The substantial attacks upon the warrant are (1) that it directs the state sheriff to make return of the monies collected within sixty-one days instead of within sixty days, as required by the statute; and (2) that the warrant was not recorded in the office of the clerk of the Circuit Court of Duval County within five days after receipt of the warrant by the sheriff, as required by the statute.
The last stated contention should be resolved against the plaintiff trustee on the facts. The original warrant is before the court. It shows on its face that it was issued by the comptroller November 12, *2851937. The undisputed evidence, both by file mark on the warrant and by oral testimony of the sheriff’s deputy who received the warrant, is that the warrant was received November IS, 1937. It was duly recorded in the clerk’s office on November 19, 1937, within five days.

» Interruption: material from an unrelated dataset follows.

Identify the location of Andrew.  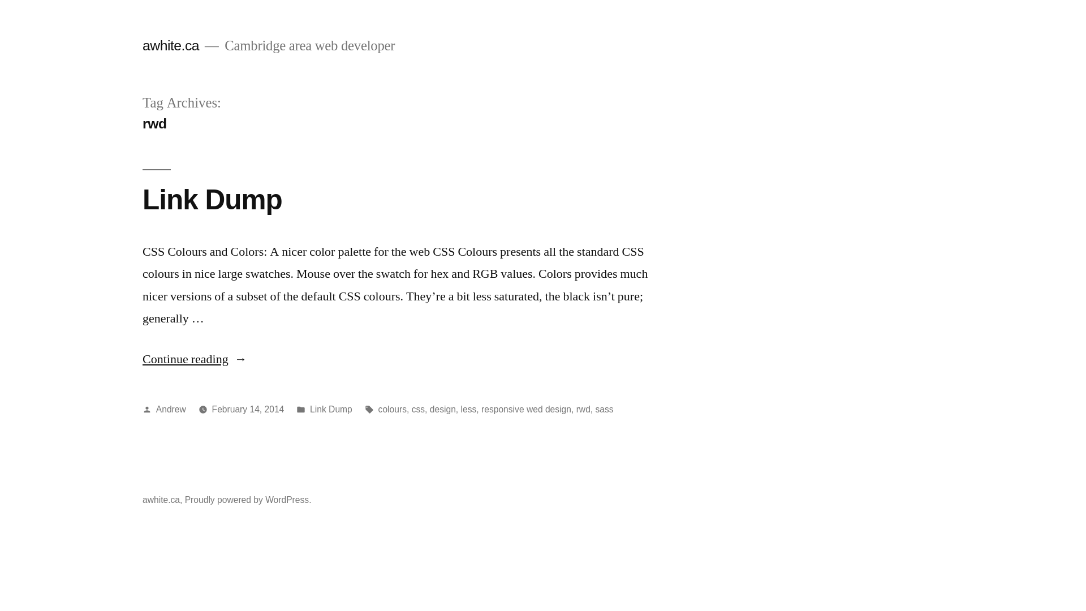
(171, 409).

The sixty day period in controversy within which return of the monies must be made, relates, not to the time within which the warrant shall be levied and enforced against the delinquent taxpayer, but to the time within which the sheriff shall return the avails of the levy to the comptroller. There is no showing that the bankrupt, or its creditors, were prejudiced in the slightest by this minor departure from the formal command of the statute. The time fixed was solely a matter between the comptroller and his executing officer, the sheriff. There was apparently an effort in good faith to follow the statute. No gross abuse or flagrant departure from the statute appears. This court is disinclined to nullify the state’s process for such an inconsequential and nonprejudicial deviation which does not concern the tax debtor, and which has prejudiced no one.

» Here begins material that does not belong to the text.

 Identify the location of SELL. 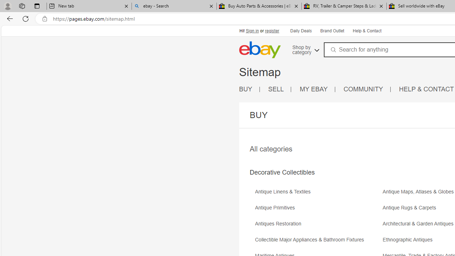
(276, 89).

The state statute gives the warrant in question the effect of a judgment lien, with execution duly issued, from the time the warrant is recorded in the clerk’s office. This occurred November T9, 1937. From that date the sheriff was in at least constructive possession of the goods levied upon. He was in actual possession long before the filing of petition in bankruptcy on July 5th, 1938. The situation therefore is that the state has acquired a perfected judgment lien more than four months before bankruptcy, and was in actual possession of the property levied upon before the filing of the petition in bankruptcy. The state, through its defendant officers, is therefore entitled to proceed in the enforcement of its lien, thus perfected, independently of the bankrupt court. Straton v. New, 283 U.S. 318, 51 S.Ct. 465, 75 L.Ed. 1060. Neither Isaacs v. Hobbs Tie & Timber Co., 282 U.S. 734, 51 S.Ct. 270, 75 L.Ed. 645, nor Continental Illinois Nat. Bank & Trust Co. v. Chicago, R. I. & P. Ry. Co., 294 U.S. 648, 55 S.Ct. 595, 79 L.Ed. 1110, relied upon by plaintiff, are in point.
In either view of the matter, whether for lack of jurisdiction or on the merits, the injunction sought by plaintiff should be denied. So ordered.